People always die for their inability and suffer dereat for their lack of training. Therefore education and discipline are priorities of the art of war.
Wu Qi’s Art of War

“If you ever get into a real fight, you forget Wing Chun.”
Wing Chun Master Wong Sheun Leung, one of Bruce Lee’s seniors in Yip Man’s school. (Personal communication to me and my Polish comrades in the Wing Chun school of Sifu Janusz Szymankiewic in Warsaw. When you understand this, you will understand a lot about martial arts training.)

You are the weapon. Everything else is a tool.
Anonymous

Seek not to follow in the footsteps of men of old; seek what they sought.
Matsu Basho

Never interrupt your enemy when he is making a mistake.
Napoleon Bonaparte

A warrior may choose pacifism; others are condemned to it.
Author unknown

If you wish to argue convincingly for peace, you must be neither a bully nor a wimp. If you are a bully, a plea for peace will be seen as a demand for surrender. If you are a wimp, it will be seen as a willingness to submit.
Steve Browne

Claiming to teach self-defense without teaching self-defense law is like teaching someone to drive without teaching them about traffic laws.
Montie Guthrie

Of old the expert in battle would first make himself invincible and then wait for his enemy to expose his vulnerability.
Sun Tzu

I fear not the man who has practiced 10,000 kicks once, but I fear the man who has practiced one kick 10,000 times.
Bruce Lee

But, the bravest are surely those who have the clearest vision of what is before them, glory and danger alike, and yet notwithstanding, go out to meet it.
Thucydides

Never underestimate a coward! Cowards, like alcoholics and sociopaths, can be very sneaky, and if you’re not careful always a step ahead of you in their thinking.
Steve Browne

1. Do not think dishonestly.
2. The Way is in training.
3. Become acquainted with every art.
4. Know the Way of all professions.
5. Distinguish between gain and loss in worldly matters.
6. Develop intuitive judgment and understanding for everything.
7. Perceive those things which cannot be seen.
8. Pay attention even to trifles.
9. Do nothing which is of no use.
Miyamoto Musashi, A Book of Five Rings

If you would have peace, prepare for war.
Flavius Vegetius

Many years ago, as a cadet hoping some day to be an offi-
cer, I was poring over the ‘Principles of War,’ listed in the
old Field Service Regulations, when the Sergeant-Major came up to me.

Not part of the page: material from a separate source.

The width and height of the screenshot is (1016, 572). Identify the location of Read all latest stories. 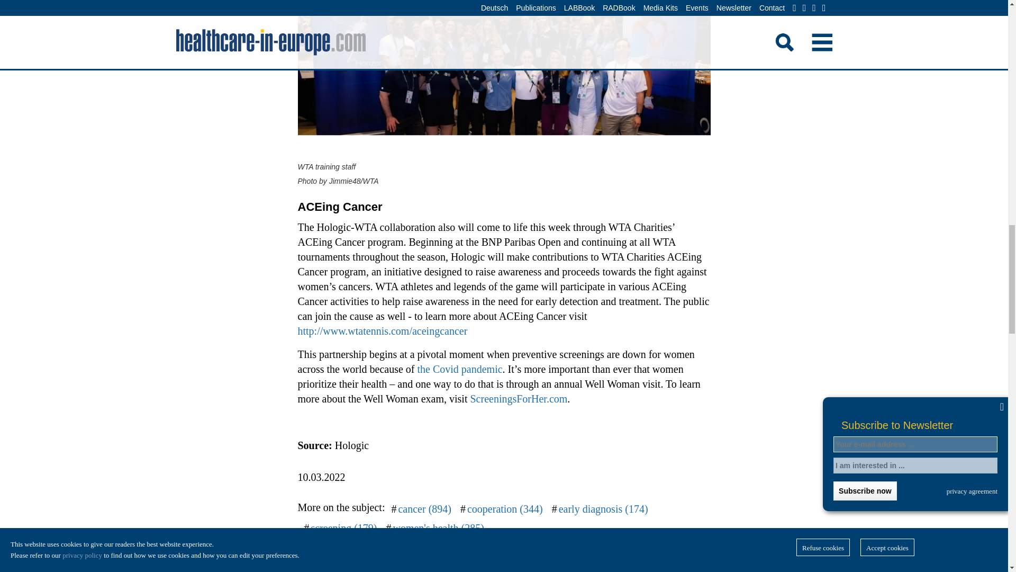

He surveyed me with kindly amusement. ‘Don’t bother your head about all them things, me lad,’ he said. ‘There’s only one principle of war and that’s this. Hit the other fellow, as quick as you can, and as hard as you can, where it hurts him most, when he ain’t lookin’!’”
Field-Marshall Sir William Slim, 1st Viscount Slim

The traditional martial arts tend to teach young men to undertake flashy and impressive, but not terribly effective, fighting techniques. Only as you grow older do the masters of the art teach you the real secrets–the subtle, quick, physically simple ways in which the human body can be destroyed. In this way, the old retain their power over the young–although they lack the speed and strength, they have in discipline in training more than enough to maintain the order. Social harmony is maintained in the dojo: the young revere the old, and seek to emulate them.
Grim Beorn

“How can a man who is so tough be so gentle?” she wondered.
“If I weren’t tough, I wouldn’t be alive. If I couldn’t be gentle, I wouldn’t deserve to be alive.”
Raymond Chandler

Master Azato (one of the karate teachers of Gichin Funakoshi – founder of Shotokan) said, “A true martial artist is one who’s smile will warm the hearts of little children, and who’s anger will make tigers cower in fear.”

1 comment

  • Jeff Berry · November 26, 2012 at 4:08 pm

    This is probably one of the most awesome collections of sayings I have ever seen in one place! I thank you for taking the time to put them together.